Personal Github Blog
Date: February 28th 2015
In a previous post I talked about a horrible outcome of the last presentation at EyeO. Here are some things that can be improved and remembered in every presentation:
This was a complicated presentation due to the fact that we had to keep the interest of the business part and the IT part and they need to beintroduced in the ground of what is going on. So:
Before the presentation make sure to prepare upfront a virtual text document with useful links, passwords, keywords: (A git gist is perfect for this)
This document must be the root of everything that you will present. If it’s not there, don’t present it.
Why is this important? Because most likely you won’t present using your own environment (I hate macs), and the only thing that saves you at this point is Copy and Paste.
It is easy to share, and easy to open in any computer in this planet. And that’s what we want. Portabillity.
Begin with non tecnical stuff and make sure to: (in this order):
- Define WHAT is whatever you are presenting and what is it USED for.

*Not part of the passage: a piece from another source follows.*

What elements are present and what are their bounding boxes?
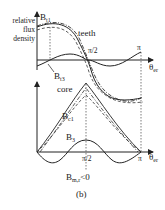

Complete normal sentence: ___________________ is a ________________________________ to ___________ .
The simpliest the better.
Avoid tecnical words as much as possible. (Logs, IPs, DB, …… ).
Make sure to show the benefits of whatever you’re presenting. Make them shine:
- Show a bunch of **screenshots** to represent the idea behind it.
This will save work and it will be easier to explain.
Managers just need to view something. Show the result of the WHAT.
- Explain **HOW it works**. Tecnical stuff.
Now the business part probably won’t care. But don’t worry. They already know what is useful for them and now they are thinking how can they use what you presented.
It makes no sense to present somehting that “On my system it works”.
If things are going bad (everything breaks) presenting what you have in your machine may save the day but you already lost in that case.
The system that you’re presenting need to be WORKING on ANY machine. A puppet config is the best in this case or at least know how to configure everywhere.
Whatever it is, it needs to be available remote and accesible to everyone.
This should be enough to have a succesfull presentation.. or at least not to fail epically… Have fun and be relaxed! You’re just trying to make everything better.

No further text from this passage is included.